With five yards to go, the finishing line seemed almost to recede. Those last few seconds seemed an eternity. The faint line of the finishing tape stood ahead as a haven of peace after the struggle. The arms of the world were waiting to receive me only if I reached the tape without slackening my speed. If I faltered now, there would be no arms to hold me and the world would seem a cold, forbidding place. I leapt at the tape like a man taking his last desperate spring to save himself from a chasm that threatens to engulf him.

Then my effort was over and I collapsed almost unconscious, with an arm on either side of me. It was only then that real pain overtook me. It was as if all my limbs were caught in an ever-tightening vice. Blood surged from my muscles to my brain and seemed to fell me. I felt like an exploded flashbulb. Vision became black and white. I existed in the most passive physical state without being quite unconscious.

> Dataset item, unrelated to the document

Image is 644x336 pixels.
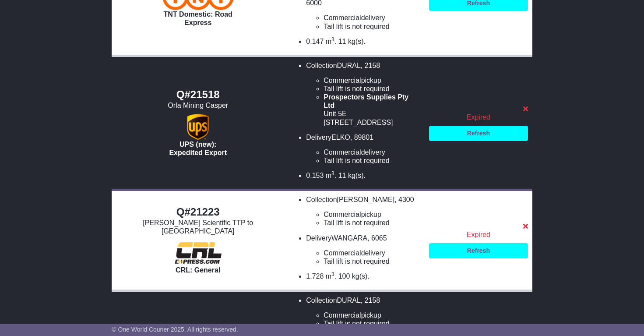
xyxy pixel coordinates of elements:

The stopwatches held the answer. The announcement came from Norris McWhirter, delivered with a slow, clear diction: “Result of Event Eight: One mile. First, R. G. Bannister of Exeter and Merton Colleges, in a time which, subject to ratification, is a new Track Record, British Native Record, British All-Comers Record, European Record, Commonwealth Record and World Record… Three minutes…”

The rest was lost in the roar of excitement. I grabbed Brasher and Chataway and together we scampered round the track in a burst of happiness. We had done it, the three of us!  

 

His time of 3.59.4 was bettered the following month by John Landy in a time of 3.57.9 but the honour of being the first could never be taken away. At the end of 1954 Bannister retired to concentrate on his medical career and he became a distinguished consultant neurologist and later Master of Pembroke College, Oxford, before retiring in 1993. British runners held the world mile record from 17th July 1979, when Sebastian Coe broke the record in Oslo, through Steve Ovett and Steve Cram until 5th September 1993 when Noureddine Morceli of Algeria broke it. The current record stands at 3.43.13 and is held by the Moroccan Hicham El Guerrouj who broke the record in Rome on July 7th 1999, nearly 17 years ago.

 

Although Roger Bannister held the record for only a month he is probably one of the most famous athletics record holders ever. He continued running to keep fit until he broke his ankle in a car accident in 1975 and had to stop – the same year he was knighted for services to sport after he had served as the first chairman of the Sports Council (now called Sport England). On the 50th anniversary of his achievement the Royal Mint produced a commemorative 50p coin that showed the legs of a runner and the time 3:59:4. In 1996 Pembroke College named a building in his honour and in 2012, when the Olympic flame was carried around the UK in readiness for the London Olympics, he took it around the Iffley Road stadium where he had made history 58 years before.